Today the Lords gave judgment in AH (Sudan), an important asylum case involving a “country guidance” decision from the Asylum and Immigration Tribunal, but specifically on the question of internal relocation: whether it’s reasonable to expect a refugee subject to persecution in Darfur to go elsewhere in Sudan, say to Khartoum – in which case http://www.lependart.com he won’t succeed in an asylum claim here – or whether that’d be unduly harsh.
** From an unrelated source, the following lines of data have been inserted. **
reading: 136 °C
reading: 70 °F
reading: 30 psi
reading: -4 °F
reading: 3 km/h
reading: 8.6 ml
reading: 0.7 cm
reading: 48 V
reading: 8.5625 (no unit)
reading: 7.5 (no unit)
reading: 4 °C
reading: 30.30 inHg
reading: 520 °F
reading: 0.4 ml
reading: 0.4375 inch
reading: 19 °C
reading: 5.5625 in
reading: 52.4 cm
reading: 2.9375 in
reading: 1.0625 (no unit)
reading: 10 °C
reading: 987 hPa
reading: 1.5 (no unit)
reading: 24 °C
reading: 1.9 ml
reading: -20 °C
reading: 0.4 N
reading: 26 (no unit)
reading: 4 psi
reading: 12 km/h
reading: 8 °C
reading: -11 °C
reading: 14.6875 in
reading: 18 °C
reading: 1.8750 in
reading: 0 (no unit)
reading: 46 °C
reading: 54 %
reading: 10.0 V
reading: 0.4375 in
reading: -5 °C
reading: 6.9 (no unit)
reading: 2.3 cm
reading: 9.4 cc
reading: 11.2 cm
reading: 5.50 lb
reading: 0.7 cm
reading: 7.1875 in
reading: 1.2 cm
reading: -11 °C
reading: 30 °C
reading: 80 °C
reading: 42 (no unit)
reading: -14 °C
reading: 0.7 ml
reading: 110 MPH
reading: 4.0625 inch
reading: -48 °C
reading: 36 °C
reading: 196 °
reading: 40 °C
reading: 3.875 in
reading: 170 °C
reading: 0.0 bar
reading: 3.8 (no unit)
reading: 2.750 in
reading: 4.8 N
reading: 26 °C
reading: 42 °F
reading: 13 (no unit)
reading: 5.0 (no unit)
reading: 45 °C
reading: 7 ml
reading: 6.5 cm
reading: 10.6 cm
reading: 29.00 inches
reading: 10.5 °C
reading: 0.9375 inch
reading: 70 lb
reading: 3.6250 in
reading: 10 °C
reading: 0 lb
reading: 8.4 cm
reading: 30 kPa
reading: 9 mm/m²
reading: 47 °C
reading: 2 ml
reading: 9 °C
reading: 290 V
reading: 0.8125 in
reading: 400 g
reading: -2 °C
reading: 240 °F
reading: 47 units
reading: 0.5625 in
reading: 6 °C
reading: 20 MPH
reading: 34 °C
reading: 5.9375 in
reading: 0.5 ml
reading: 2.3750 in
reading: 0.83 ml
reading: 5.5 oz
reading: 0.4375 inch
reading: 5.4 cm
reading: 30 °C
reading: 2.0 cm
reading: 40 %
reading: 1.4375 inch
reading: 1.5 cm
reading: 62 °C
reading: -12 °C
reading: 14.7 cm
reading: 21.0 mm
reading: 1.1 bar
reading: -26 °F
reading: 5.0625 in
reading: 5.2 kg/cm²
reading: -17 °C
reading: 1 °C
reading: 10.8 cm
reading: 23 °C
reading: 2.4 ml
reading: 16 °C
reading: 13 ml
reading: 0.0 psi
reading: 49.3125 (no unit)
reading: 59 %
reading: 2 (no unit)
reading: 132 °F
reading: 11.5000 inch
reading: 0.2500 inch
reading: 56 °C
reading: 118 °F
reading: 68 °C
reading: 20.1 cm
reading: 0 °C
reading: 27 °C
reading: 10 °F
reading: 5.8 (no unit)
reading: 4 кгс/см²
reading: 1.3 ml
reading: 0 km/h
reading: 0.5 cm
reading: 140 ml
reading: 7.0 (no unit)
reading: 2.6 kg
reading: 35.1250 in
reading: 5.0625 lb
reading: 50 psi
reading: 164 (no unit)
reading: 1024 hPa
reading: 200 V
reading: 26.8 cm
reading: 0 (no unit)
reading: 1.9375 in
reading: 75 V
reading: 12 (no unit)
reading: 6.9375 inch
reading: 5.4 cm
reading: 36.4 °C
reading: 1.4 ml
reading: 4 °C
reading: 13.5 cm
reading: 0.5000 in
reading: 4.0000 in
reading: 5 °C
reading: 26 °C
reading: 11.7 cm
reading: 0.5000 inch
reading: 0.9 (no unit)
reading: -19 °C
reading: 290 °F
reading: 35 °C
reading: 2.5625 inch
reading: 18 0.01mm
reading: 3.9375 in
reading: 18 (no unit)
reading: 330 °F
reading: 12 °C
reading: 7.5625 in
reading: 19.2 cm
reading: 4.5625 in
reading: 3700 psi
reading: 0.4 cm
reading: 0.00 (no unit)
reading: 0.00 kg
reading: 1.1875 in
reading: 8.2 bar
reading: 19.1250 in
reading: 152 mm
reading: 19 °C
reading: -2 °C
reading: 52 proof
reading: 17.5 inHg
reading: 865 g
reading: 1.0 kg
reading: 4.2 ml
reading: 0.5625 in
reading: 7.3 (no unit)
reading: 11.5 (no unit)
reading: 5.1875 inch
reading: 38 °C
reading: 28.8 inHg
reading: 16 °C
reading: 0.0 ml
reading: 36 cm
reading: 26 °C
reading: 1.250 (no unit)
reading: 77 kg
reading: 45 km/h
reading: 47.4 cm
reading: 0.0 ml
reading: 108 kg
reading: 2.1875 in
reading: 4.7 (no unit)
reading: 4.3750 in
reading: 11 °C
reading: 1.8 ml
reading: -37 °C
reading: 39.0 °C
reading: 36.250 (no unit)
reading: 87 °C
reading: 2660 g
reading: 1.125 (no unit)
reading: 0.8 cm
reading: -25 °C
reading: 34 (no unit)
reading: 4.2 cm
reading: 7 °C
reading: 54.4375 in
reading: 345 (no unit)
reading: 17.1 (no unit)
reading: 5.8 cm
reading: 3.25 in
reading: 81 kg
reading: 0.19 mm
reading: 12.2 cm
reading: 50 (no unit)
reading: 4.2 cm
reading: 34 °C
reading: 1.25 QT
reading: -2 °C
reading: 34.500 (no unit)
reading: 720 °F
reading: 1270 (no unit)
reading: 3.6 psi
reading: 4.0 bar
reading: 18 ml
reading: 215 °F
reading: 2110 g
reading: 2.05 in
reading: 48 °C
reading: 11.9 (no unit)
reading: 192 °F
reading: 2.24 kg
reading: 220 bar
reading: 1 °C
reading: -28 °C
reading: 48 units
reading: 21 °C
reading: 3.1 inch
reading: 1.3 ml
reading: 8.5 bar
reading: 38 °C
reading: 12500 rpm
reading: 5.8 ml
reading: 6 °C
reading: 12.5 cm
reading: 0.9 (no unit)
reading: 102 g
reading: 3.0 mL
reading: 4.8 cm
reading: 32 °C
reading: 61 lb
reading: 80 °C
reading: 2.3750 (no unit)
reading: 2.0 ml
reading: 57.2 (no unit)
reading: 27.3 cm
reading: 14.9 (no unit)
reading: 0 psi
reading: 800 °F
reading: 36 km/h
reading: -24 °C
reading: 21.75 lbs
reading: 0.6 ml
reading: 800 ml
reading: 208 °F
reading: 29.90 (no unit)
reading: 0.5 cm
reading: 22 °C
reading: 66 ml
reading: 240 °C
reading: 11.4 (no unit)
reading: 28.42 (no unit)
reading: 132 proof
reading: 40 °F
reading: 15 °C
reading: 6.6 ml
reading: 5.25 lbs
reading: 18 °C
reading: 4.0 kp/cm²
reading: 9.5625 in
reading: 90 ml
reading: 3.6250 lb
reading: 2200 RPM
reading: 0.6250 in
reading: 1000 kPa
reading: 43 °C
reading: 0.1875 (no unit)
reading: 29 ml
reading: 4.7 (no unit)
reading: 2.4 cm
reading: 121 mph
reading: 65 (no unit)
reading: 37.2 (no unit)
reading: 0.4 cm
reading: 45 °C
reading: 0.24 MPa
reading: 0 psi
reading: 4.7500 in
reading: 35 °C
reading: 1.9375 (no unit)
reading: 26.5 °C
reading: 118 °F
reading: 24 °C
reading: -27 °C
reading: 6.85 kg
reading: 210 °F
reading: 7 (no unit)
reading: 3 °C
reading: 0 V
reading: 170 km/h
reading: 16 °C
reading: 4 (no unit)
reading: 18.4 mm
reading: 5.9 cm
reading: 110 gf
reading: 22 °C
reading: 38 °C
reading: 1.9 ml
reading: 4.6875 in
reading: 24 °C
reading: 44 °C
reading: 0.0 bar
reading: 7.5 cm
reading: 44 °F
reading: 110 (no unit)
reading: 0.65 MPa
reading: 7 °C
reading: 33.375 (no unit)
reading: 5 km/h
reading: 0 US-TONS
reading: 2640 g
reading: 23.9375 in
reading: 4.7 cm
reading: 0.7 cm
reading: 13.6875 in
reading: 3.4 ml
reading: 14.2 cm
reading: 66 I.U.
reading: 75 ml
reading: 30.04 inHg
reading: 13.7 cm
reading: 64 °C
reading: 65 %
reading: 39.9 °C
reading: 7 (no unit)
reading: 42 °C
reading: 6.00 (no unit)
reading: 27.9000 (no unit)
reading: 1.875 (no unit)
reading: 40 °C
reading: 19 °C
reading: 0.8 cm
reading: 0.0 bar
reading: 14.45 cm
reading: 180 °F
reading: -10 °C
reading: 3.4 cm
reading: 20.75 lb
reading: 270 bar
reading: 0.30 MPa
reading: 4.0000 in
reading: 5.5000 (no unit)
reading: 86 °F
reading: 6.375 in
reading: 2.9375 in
The AIT initially ruled it’d be reasonable in this case to expect the applicants to move to Khartoum; but in April Free Movement welcomed the Court of Appeal judgment reversing that conclusion, saying it was refreshing, and imposed common sense in this area. Garden Court Chambers said the CA judgment was a dramatic liberalisation of the test that could reopen previously unsuccessful asylum claims.

The Lords were having none of that. They all agreed that the AIT had applied the correct test, in spite of its “infelicitous drafting”, in Lord Brown’s words. Lady Hale said appellate courts should be slow in Cheap Oakleys interfering with the decisions of expert tribunals – and she “could not believe” that the AIT had really misdirected itself in law, making it clear that the test for “undue harshness” remains a stringent one, thus dishing Garden Court’s hopes. Lord Hope thought the applicants and the Court of Appeal had subjected the AIT’s decision to “unduly critical analysis”.

As you were, then, on internal relocation.